I’ve been using my blog aggregator rather than bloglines recently, and I was surprised how quiet the Dizwell blog had been of late. Then I noticed I had forgotten to add it to list. It’s there now!
Cheers
Tim…
Oracle related rants (and lots of off-topic stuff)…
I’ve been using my blog aggregator rather than bloglines recently, and I was surprised how quiet the Dizwell blog had been of late. Then I noticed I had forgotten to add it to list. It’s there now!
Cheers
Tim…
Yesterday was a tough day…
I had a call at 02:30 about an extract job (written in Java) that was taking hours to run. After 2 hours of pratting about trying to get it working I gave up and went back to bed. As soon as I got to work I recoded the process in PL/SQL. It was a case of “if it compiles it must work”, because we had very little time to test the process before the next run was required. Fortunately, it worked fine. Did it improve the situation? The original extract took several hours, the PL/SQL version took 23 seconds. Sweet!
What was slowing down the original process? Some bright spark thought it would be better to pull back a huge table into an array and loop through it to searching for data, rather than writing a query to pull back a single row. This action was repeated for every line written to the extract file. There were an assortment of other classic bits of code also, including (the names have been changed to protect the “not so” innocent):
switch (getType()) { case TYPE_CONST1: sb.append(TYPE_CONST1); break; case TYPE_CONST2: sb.append(TYPE_CONST2); break; }
Now, I’m no Java Guru, but for a mandatory item with only two allowed values, I instantly spotted that this actually meant:
sb.append(getType());
Conclusion: If you want data-intensive code to run fast, put it in the database and get someone who understands databases to write it!
Once all the fuss was over, I noticed that the front page of my website wasn’t working properly. It turned out that the OTN RSS news feed was broken, and my dodgy PHP code didn’t trap the error very well. I fixed the error trapping and informed Oracle about the news feed. Within a few minutes the OTN news feed was restored, so all was fine again.
Conclusion: My PHP isn’t as good as my PL/SQL 🙂
Cheers
Tim…
I decided to write a basic blog aggregator using PHP and mySQL at the weekend, which is now on my website:
https://oracle-base.com/aggregator/index.php
I created a couple of tables in a mySQL database, wrote a few lines of PHP and “Bob’s your uncle”, as they say. I’m not sure if it will stay, but I thought is was worth a few minutes of my time to play around with it, just for the experience.
By far the most time consuming part of the job was writing the XML parser so that it was able to deal with all the formats of blogs I currently read (RSS, ATOM and RDF). Even within these formats, there are variations on tag names and date formats. It’s a real pain in the ass.
Just like everything else in IT, you take a simple idea (RSS), then let it diverge into a monster…
Cheers
Tim…
MySQL close to SAP certification
Who gets paid for the mySQL licensing costs associated with the InnoDB and Berkeley DB?
Looks like Larry will be buying another fake Japanese village soon 🙂
Cheers
Tim…
PS. Does this mean that Tom is going to start fielding mySQL questions on AskTom.oracle.com? 🙂
I know there are lots of sites with similar stuff, but this site has some cool pictures on it:
http://www.spacetelescope.org/
Cheers
Tim…
Nothing revolutionary here. I just realized I didn’t have an article about them so I thought I’d write one:
I can already hear Tom Kyte groaning. He’s not the worlds biggest fan of autonomous transactions. 🙂
Cheers
Tim…
It strikes me that IT companies are getting away with murder as far as usability and support are concerned.
As soon as my friends or family get a new bit of hardware or software, I get a phone call. I actively encourage people to use firewalls and antivirus software to reduce the amount of time I spend ridding their machines of nasties. Sometimes I feel like sending an invoice to Dell/Microsoft/Norton for the time I’ve wasted because their products are not fit for use by “normal” home users.
It would be interesting to see the state of home computing if all the “IT friends” turned round and refused to help their friends! I’m guessing it would be a serious mess…
Cheers
Tim…
It was a long and arduous road, but I finally got the January CPU into production this weekend. The Tru64 version was released over 1 month behind most platforms. Still no sign of the 10.1.0.4.0 patch or 10g Release 2…
Cheers
Tim…
I was messing around with the UTL_DBWS package when Oracle 10g was first released and I must admit, I completely missed the point. The other day I came across my draft article and with some fresh eyes noticed what I was doing wrong. So here it is:
UTL_DBWS – Consuming Web Services in Oracle 10g
Cheers
Tim…
I’ve made some minor changes to my blogger template so it’s now full width. As always there are some issues. The allignment looks fine in Firefox, but it’s a little off in IE. I use Firefox so that’s the way it will stay 🙂
If anyone has any problems I would be interested to know.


- **What to work on**
Where does "cookies" appear in the data? Return each line that holds it.

- **Data provided**
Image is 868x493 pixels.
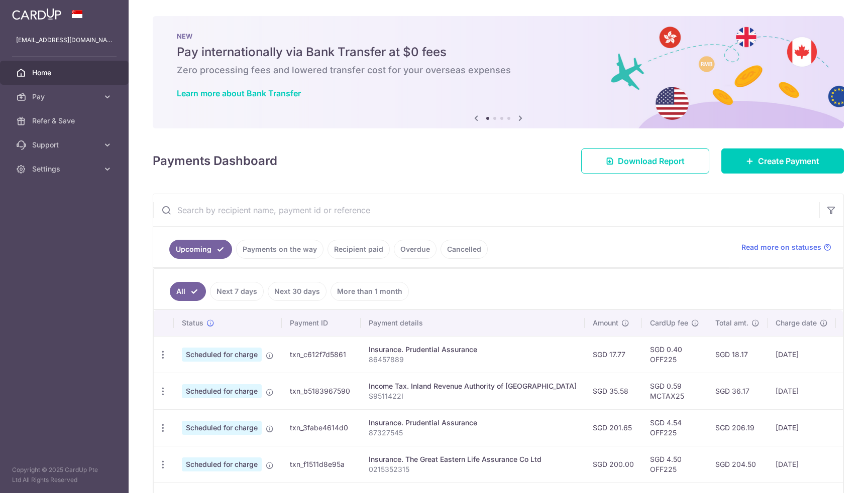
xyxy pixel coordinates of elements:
td: [DATE] [767,410,836,446]
td: txn_f1511d8e95a [282,446,360,482]
td: SGD 4.54 OFF225 [642,410,707,446]
span: CardUp fee [650,318,688,328]
p: 0215352315 [368,464,576,474]
img: CardUp [12,8,61,20]
span: Support [32,140,98,150]
a: All [170,282,206,301]
span: Total amt. [715,318,749,328]
a: Next 7 days [210,282,264,301]
td: SGD 17.77 [584,336,642,373]
p: 86457889 [368,355,576,365]
td: SGD 206.19 [707,410,767,446]
span: Scheduled for charge [182,384,261,399]
div: Insurance. Prudential Assurance [368,344,576,355]
span: Create Payment [758,155,819,167]
span: Status [182,318,203,328]
td: [DATE] [767,336,836,373]
td: SGD 0.40 OFF225 [642,336,707,373]
td: txn_b5183967590 [282,373,360,410]
a: More than 1 month [330,282,409,301]
a: Download Report [581,149,709,173]
span: Settings [32,164,98,174]
a: Learn more about Bank Transfer [177,88,301,98]
span: Pay [32,92,98,102]
div: Insurance. The Great Eastern Life Assurance Co Ltd [368,454,576,464]
th: Payment ID [282,310,360,336]
img: Bank transfer banner [152,16,844,129]
a: Overdue [394,240,436,259]
td: SGD 4.50 OFF225 [642,446,707,482]
a: Cancelled [441,240,488,259]
td: SGD 36.17 [707,373,767,410]
td: SGD 204.50 [707,446,767,482]
span: Amount [592,318,618,328]
p: S9511422I [368,391,576,402]
h4: Payments Dashboard [152,152,277,170]
div: Income Tax. Inland Revenue Authority of [GEOGRAPHIC_DATA] [368,381,576,391]
th: Payment details [360,310,584,336]
td: [DATE] [767,373,836,410]
a: Create Payment [721,149,844,173]
a: Next 30 days [268,282,327,301]
a: Read more on statuses [741,242,831,252]
input: Search by recipient name, payment id or reference [153,194,819,226]
a: Upcoming [169,240,232,259]
span: Home [32,68,98,78]
span: Scheduled for charge [182,458,261,472]
span: Download Report [618,155,684,167]
a: Payments on the way [236,240,324,259]
td: SGD 18.17 [707,336,767,373]
span: Scheduled for charge [182,421,261,435]
td: txn_c612f7d5861 [282,336,360,373]
span: Charge date [775,318,816,328]
td: SGD 200.00 [584,446,642,482]
p: NEW [177,32,819,40]
p: 87327545 [368,428,576,438]
div: Insurance. Prudential Assurance [368,418,576,428]
td: txn_3fabe4614d0 [282,410,360,446]
span: Read more on statuses [741,242,821,252]
td: SGD 201.65 [584,410,642,446]
a: Recipient paid [327,240,390,259]
td: [DATE] [767,446,836,482]
h6: Zero processing fees and lowered transfer cost for your overseas expenses [177,64,819,76]
span: Refer & Save [32,116,98,126]
td: SGD 0.59 MCTAX25 [642,373,707,410]
span: Scheduled for charge [182,348,261,362]
h5: Pay internationally via Bank Transfer at $0 fees [177,44,819,60]
td: SGD 35.58 [584,373,642,410]
p: [EMAIL_ADDRESS][DOMAIN_NAME] [16,35,113,45]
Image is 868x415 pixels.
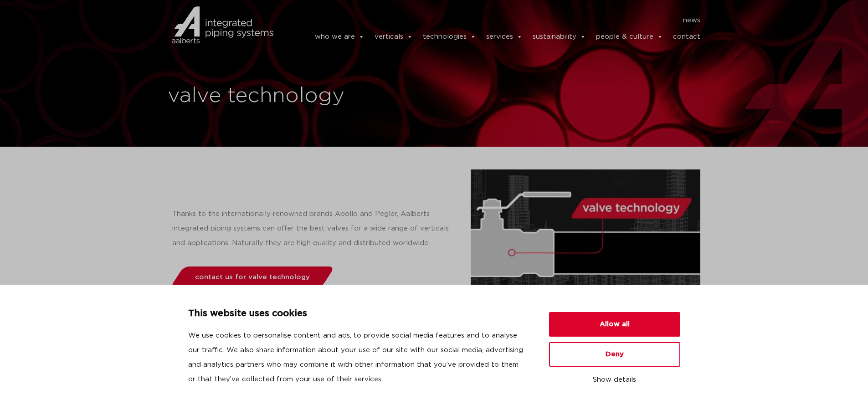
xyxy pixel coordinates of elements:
[486,28,523,46] a: services
[549,342,680,367] button: Deny
[549,312,680,337] button: Allow all
[596,28,663,46] a: people & culture
[188,307,527,321] p: This website uses cookies
[169,266,335,288] a: contact us for valve technology
[533,28,586,46] a: sustainability
[287,13,701,28] nav: Menu
[188,328,527,387] p: We use cookies to personalise content and ads, to provide social media features and to analyse ou...
[172,207,452,251] p: Thanks to the internationally renowned brands Apollo and Pegler, Aalberts integrated piping syste...
[375,28,413,46] a: verticals
[195,274,309,281] span: contact us for valve technology
[167,82,429,111] h1: valve technology
[549,372,680,388] button: Show details
[683,13,700,28] a: news
[314,28,365,46] a: who we are
[673,28,700,46] a: contact
[423,28,476,46] a: technologies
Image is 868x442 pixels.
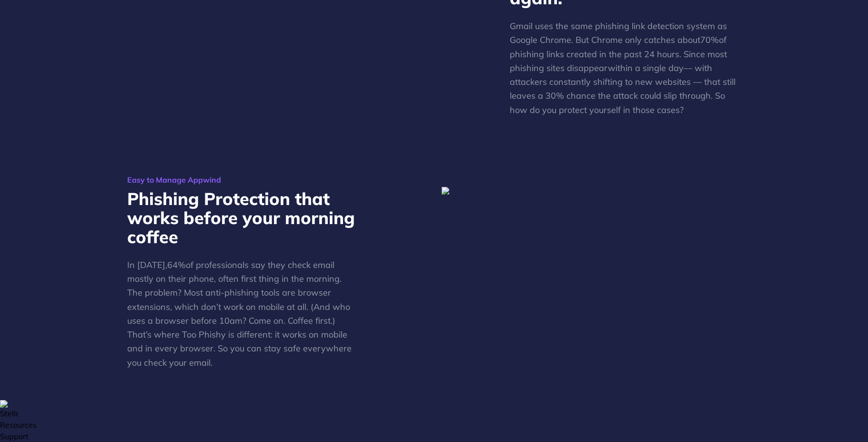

- **Exercise solution**
[188,307,527,321] p: This website uses cookies
[188,328,527,387] p: We use cookies to personalise content and ads, to provide social media features and to analyse ou...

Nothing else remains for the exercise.